Australia to build solar power plant

Australia has announced plans to build the world’s biggest solar power station as part of a radical rethink on climate change.

The planned station will be similar to a US solar plant

The government on Wednesday said that it would contribute A$75 million towards the cost of the photovoltaic solar power plant.

The 154 megawatt power station will cost a total of A$420m ($318m) and will be built by Melbourne-based Solar Systems.

It is the first of a series of projects aimed at reducing the greenhouse gas emissions blamed for global warming.

The move comes as the government, which like the US has refused to sign the Kyoto Protocol on climate change, tries to contain the political impact of the worst drought in living memory.

Peter Costello, the minister of finance, said that the power plant near Mildura in the southern state of Victoria would be the biggest of its kind.

Costello told the Australian Broadcasting Corporation: “The project aims to build the biggest photovoltaic project in the world and this is by using mirrors which concentrate the sun’s rays on a power plant.”

Cleaner energy

The plant will generate clean electricity directly from the sun to meet the needs of more than 45,000 homes with zero greenhouse gas emissions, the company said in a statement.

It will use high performance solar cells originally developed to power satellites, with fields of mirrors focusing sunlight on the cells.

A company statement said: “Solar Systems has developed the capability to concentrate the sun by 500 times onto the solar cells for ultra-high power output.”

A spokesman for the company told AFP that there was one bigger solar power station in the world, in the Mojave desert in California, but it used thermal solar technology.

“Thermal stations use concentrated sunlight to heat water to make steam and use steam to run a turbine,” said technical director John Lasich.

The project will start in 2008 and reach full capacity by 2013.

Costello said the government would also put A$50m into an A$360m pilot project to reduce, capture and store carbon dioxide emissions from a coal-fired power station in the same state.

Green’s approval

Danny Kennedy, a spokesman for environmental group Greenpeace, welcomed the announcement and said that the government was starting to bow to growing public pressure and concern about climate change.

With soaring temperatures and bushfires marking the start of another hot summer on the driest inhabited continent on earth, critics have stepped up their attacks on the government’s environmental policies, blaming global warming for exacerbating the drought.

Last week Howard announced that A$500m would be spent on a series of clean energy projects, and on Wednesday Costello said he accepted the scientific evidence on global warming.

“I accept the scientific evidence, which is that global warming is taking place, that it is caused by carbon emissions, that restraining the increase in carbon emissions will counteract that process of global warming and that we should play our part.”

Australia produces more carbon dioxide per person than any other country in the world and is a major exporter of fossil fuels, which produce the gases blamed for rising temperatures worldwide.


▶ **DIRECTIONS**
Write out the listing below in its entirety, minus the pictures, without changing a word.

▶ **SUPPLIED INFORMATION**
● ● ● ● ● ● ●
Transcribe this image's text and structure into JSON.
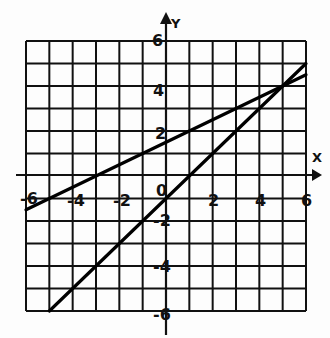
{
  "chart_data": {
    "type": "line",
    "title": "",
    "xlabel": "X",
    "ylabel": "Y",
    "xlim": [
      -6,
      6
    ],
    "ylim": [
      -6,
      6
    ],
    "grid": true,
    "grid_step": 1,
    "x_tick_labels": [
      "-6",
      "-4",
      "-2",
      "0",
      "2",
      "4",
      "6"
    ],
    "y_tick_labels": [
      "6",
      "4",
      "2",
      "-2",
      "-4",
      "-6"
    ],
    "series": [
      {
        "name": "line-1",
        "equation": "y = 0.5x + 1.5",
        "x": [
          -6,
          6
        ],
        "y": [
          -1.5,
          4.5
        ]
      },
      {
        "name": "line-2",
        "equation": "y = x - 1",
        "x": [
          -5,
          6
        ],
        "y": [
          -6,
          5
        ]
      }
    ],
    "intersection": {
      "x": 5,
      "y": 4
    }
  },
  "labels": {
    "x_axis": "X",
    "y_axis": "Y",
    "x_ticks": {
      "n6": "-6",
      "n4": "-4",
      "n2": "-2",
      "zero": "0",
      "p2": "2",
      "p4": "4",
      "p6": "6"
    },
    "y_ticks": {
      "p6": "6",
      "p4": "4",
      "p2": "2",
      "n2": "-2",
      "n4": "-4",
      "n6": "-6"
    }
  }
}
● ● ● ● ● ● ●
▶ **ANSWER TO THIS EXERCISE**
Transcribe this image's text and structure into JSON.
{
  "chart_data": {
    "type": "line",
    "title": "",
    "xlabel": "X",
    "ylabel": "Y",
    "xlim": [
      -6,
      6
    ],
    "ylim": [
      -6,
      6
    ],
    "grid": true,
    "grid_step": 1,
    "x_tick_labels": [
      "-6",
      "-4",
      "-2",
      "0",
      "2",
      "4",
      "6"
    ],
    "y_tick_labels": [
      "6",
      "4",
      "2",
      "-2",
      "-4",
      "-6"
    ],
    "series": [
      {
        "name": "line-1",
        "equation": "y = 0.5x + 1.5",
        "x": [
          -6,
          6
        ],
        "y": [
          -1.5,
          4.5
        ]
      },
      {
        "name": "line-2",
        "equation": "y = x - 1",
        "x": [
          -5,
          6
        ],
        "y": [
          -6,
          5
        ]
      }
    ],
    "intersection": {
      "x": 5,
      "y": 4
    }
  },
  "labels": {
    "x_axis": "X",
    "y_axis": "Y",
    "x_ticks": {
      "n6": "-6",
      "n4": "-4",
      "n2": "-2",
      "zero": "0",
      "p2": "2",
      "p4": "4",
      "p6": "6"
    },
    "y_ticks": {
      "p6": "6",
      "p4": "4",
      "p2": "2",
      "n2": "-2",
      "n4": "-4",
      "n6": "-6"
    }
  }
}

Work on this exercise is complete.